Last month’s jobs report may mark the peak of the business cycle

The longest economic expansion in U.S. history may see its end due to coronavirus.

The cycle’s peak may have occurred last month, according to Peter Coy, a Bloomberg economics editor. Since then, both the coronavirus that causes COVID-19 and the ensuing economic slowdown has spread around the world, interrupting supply chains and chilling global trade.

“When economic historians look back, they may pick February as the peak of the expansion that began in June 2009,” Coy wrote on Friday.

While the generic definition of a recession is two consecutive quarters of GDP contraction, economists have a more elaborate way of measuring business cycles that tracks economic peaks and troughs.
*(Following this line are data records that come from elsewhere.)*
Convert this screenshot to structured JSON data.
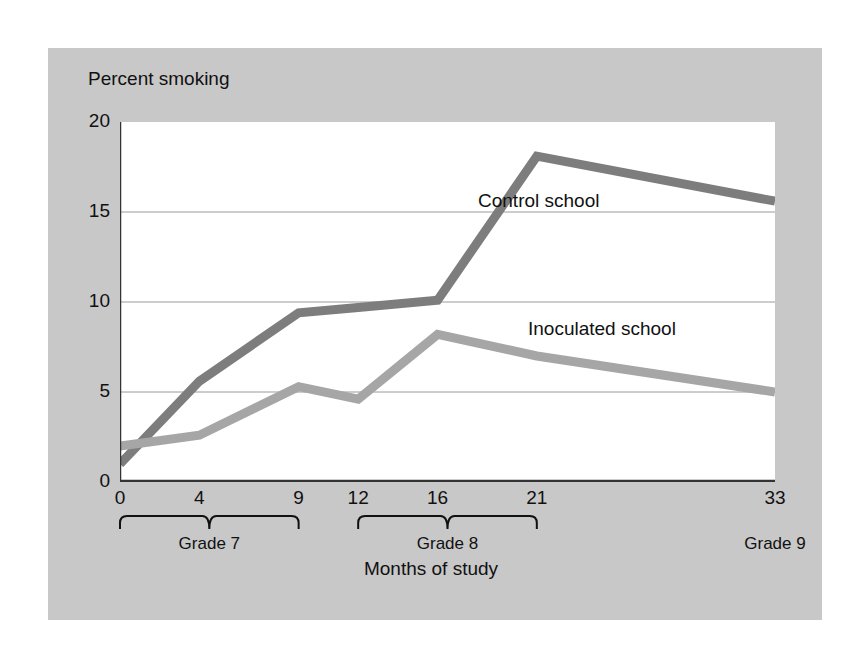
{
  "chart_data": {
    "type": "line",
    "title": "",
    "xlabel": "Months of study",
    "ylabel": "Percent smoking",
    "x": [
      0,
      4,
      9,
      12,
      16,
      21,
      33
    ],
    "xtick_labels": [
      "0",
      "4",
      "9",
      "12",
      "16",
      "21",
      "33"
    ],
    "ytick_labels": [
      "0",
      "5",
      "10",
      "15",
      "20"
    ],
    "yticks": [
      0,
      5,
      10,
      15,
      20
    ],
    "ylim": [
      0,
      20
    ],
    "xlim": [
      0,
      33
    ],
    "grid": "horizontal",
    "legend_position": "inline-annotation",
    "series": [
      {
        "name": "Control school",
        "color": "#7d7d7d",
        "values": [
          1.0,
          5.6,
          9.4,
          9.7,
          10.1,
          18.1,
          15.6
        ]
      },
      {
        "name": "Inoculated school",
        "color": "#a6a6a6",
        "values": [
          2.0,
          2.6,
          5.3,
          4.6,
          8.2,
          7.0,
          5.0
        ]
      }
    ],
    "group_brackets": [
      {
        "label": "Grade 7",
        "from": 0,
        "to": 9
      },
      {
        "label": "Grade 8",
        "from": 12,
        "to": 21
      },
      {
        "label": "Grade 9",
        "from": 33,
        "to": 33
      }
    ]
  },
  "figure": {
    "background": "#ffffff",
    "panel_color": "#c8c8c8",
    "plot_background": "#ffffff",
    "gridline_color": "#9a9a9a",
    "axis_color": "#333333"
  }
}
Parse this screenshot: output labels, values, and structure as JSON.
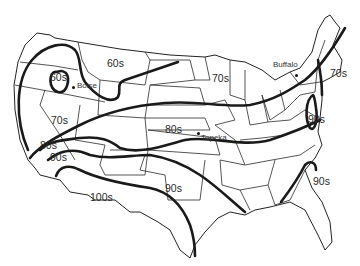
{
  "map": {
    "subject": "Contiguous United States temperature bands",
    "temperature_labels": [
      {
        "id": "boise-60s",
        "text": "60s",
        "x": 50,
        "y": 78
      },
      {
        "id": "montana-60s",
        "text": "60s",
        "x": 107,
        "y": 58
      },
      {
        "id": "midwest-70s",
        "text": "70s",
        "x": 212,
        "y": 73
      },
      {
        "id": "newengland-70s",
        "text": "70s",
        "x": 330,
        "y": 68
      },
      {
        "id": "nevada-70s",
        "text": "70s",
        "x": 51,
        "y": 115
      },
      {
        "id": "plains-80s",
        "text": "80s",
        "x": 165,
        "y": 124
      },
      {
        "id": "calif-80s",
        "text": "80s",
        "x": 40,
        "y": 142
      },
      {
        "id": "calif-90s",
        "text": "90s",
        "x": 50,
        "y": 152
      },
      {
        "id": "midatlantic-90s",
        "text": "90s",
        "x": 308,
        "y": 114
      },
      {
        "id": "southeast-90s",
        "text": "90s",
        "x": 313,
        "y": 176
      },
      {
        "id": "texas-90s",
        "text": "90s",
        "x": 165,
        "y": 183
      },
      {
        "id": "southwest-100s",
        "text": "100s",
        "x": 90,
        "y": 192
      }
    ],
    "cities": [
      {
        "name": "Boise",
        "dot_x": 72,
        "dot_y": 86,
        "label_x": 77,
        "label_y": 82
      },
      {
        "name": "Topeka",
        "dot_x": 197,
        "dot_y": 132,
        "label_x": 201,
        "label_y": 134
      },
      {
        "name": "Buffalo",
        "dot_x": 295,
        "dot_y": 74,
        "label_x": 273,
        "label_y": 61
      }
    ]
  }
}
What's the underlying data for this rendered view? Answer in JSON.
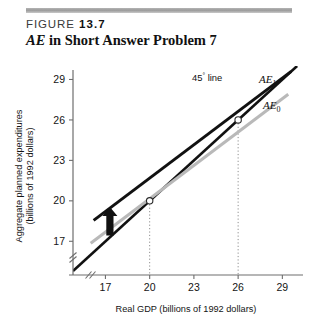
{
  "header": {
    "figure_word": "FIGURE",
    "figure_number": "13.7",
    "title_italic": "AE",
    "title_rest": " in Short Answer Problem 7"
  },
  "chart_data": {
    "type": "line",
    "title": "AE in Short Answer Problem 7",
    "xlabel": "Real GDP (billions of 1992 dollars)",
    "ylabel": "Aggregate planned expenditures (billions of 1992 dollars)",
    "ylabel_line1": "Aggregate planned expenditures",
    "ylabel_line2": "(billions of 1992 dollars)",
    "xticks": [
      "17",
      "20",
      "23",
      "26",
      "29"
    ],
    "xtick_values": [
      17,
      20,
      23,
      26,
      29
    ],
    "yticks": [
      "17",
      "20",
      "23",
      "26",
      "29"
    ],
    "ytick_values": [
      17,
      20,
      23,
      26,
      29
    ],
    "xlim": [
      14.8,
      30.4
    ],
    "ylim": [
      14.5,
      30.0
    ],
    "axis_break": true,
    "axis_break_symbol": "//",
    "grid": false,
    "legend": "inline-labels",
    "series": [
      {
        "name": "45° line",
        "label": "45° line",
        "color": "#111111",
        "style": "solid",
        "width_px": 2.6,
        "x": [
          14.8,
          30.0
        ],
        "y": [
          14.8,
          30.0
        ]
      },
      {
        "name": "AE0",
        "label": "AE",
        "label_sub": "0",
        "color": "#b9b9b9",
        "style": "solid",
        "width_px": 3.0,
        "x": [
          16.0,
          29.4
        ],
        "y": [
          16.85,
          27.9
        ],
        "slope": 0.825
      },
      {
        "name": "AE1",
        "label": "AE",
        "label_sub": "1",
        "color": "#111111",
        "style": "solid",
        "width_px": 3.0,
        "x": [
          16.2,
          29.6
        ],
        "y": [
          18.55,
          29.6
        ],
        "slope": 0.825
      }
    ],
    "equilibria": [
      {
        "x": 20,
        "y": 20,
        "marker": "open-circle",
        "on": "AE0"
      },
      {
        "x": 26,
        "y": 26,
        "marker": "open-circle",
        "on": "AE1"
      }
    ],
    "drop_lines": [
      {
        "x": 20,
        "from_y": 20,
        "to_y": 14.5,
        "style": "dotted"
      },
      {
        "x": 26,
        "from_y": 26,
        "to_y": 14.5,
        "style": "dotted"
      }
    ],
    "annotations": [
      {
        "name": "shift-arrow",
        "text": "",
        "direction": "up",
        "x": 17.3,
        "y": 18.4,
        "meaning": "upward shift of AE from AE0 to AE1",
        "color": "#111111"
      },
      {
        "name": "line45-label",
        "text": "45° line",
        "x": 25.0,
        "y": 28.8
      }
    ]
  }
}
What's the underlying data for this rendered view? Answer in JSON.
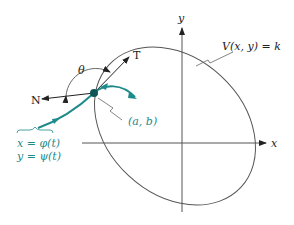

For that, they turn to the National Bureau of Economic Research, a 100-year-old research firm housed in a five-story office building near Harvard University in Cambridge, Massachusetts. For generations, it’s been cited as the official arbiter of U.S. business cycles.

The peak for this cycle may have been evidenced in the February jobs report issued by the Bureau of Labor Statistics on March 6, Coy said. It showed the unemployment rate holding steady at the previous month’s 3.5%, matching a five-decade low set three other times in the prior six months.

“The February jobs report that just came out is based on household and business surveys conducted in the week containing the 12th of the month,” Coy wrote. “A lot has changed since then.”

On Feb. 12 there were still almost no cases of COVID-19 in the U.S., Coy said. By March 5 there were 99, including 10 deaths, reported to the Centers for Disease Control and Prevention.

Today, more than 750 people in the U.S. have been confirmed to have COVID-19, and 26 have died. The number of people infected may be much higher, as the U.S. has lagged other countries in making testing kits available.

If the economic expansion has ended, it wouldn’t be the first time the U.S. was in a recession without knowing it, he wrote. It also happened in 2008 after the collapse of the subprime mortgage market led to financial instability that spread across the globe.

“In the summer of 2008 policymakers of the Federal Reserve were still predicting decent economic growth for that year and the next – even though a recession had begun the previous December, as later determined by the business cycle dating committee of the NBER,” Coy said.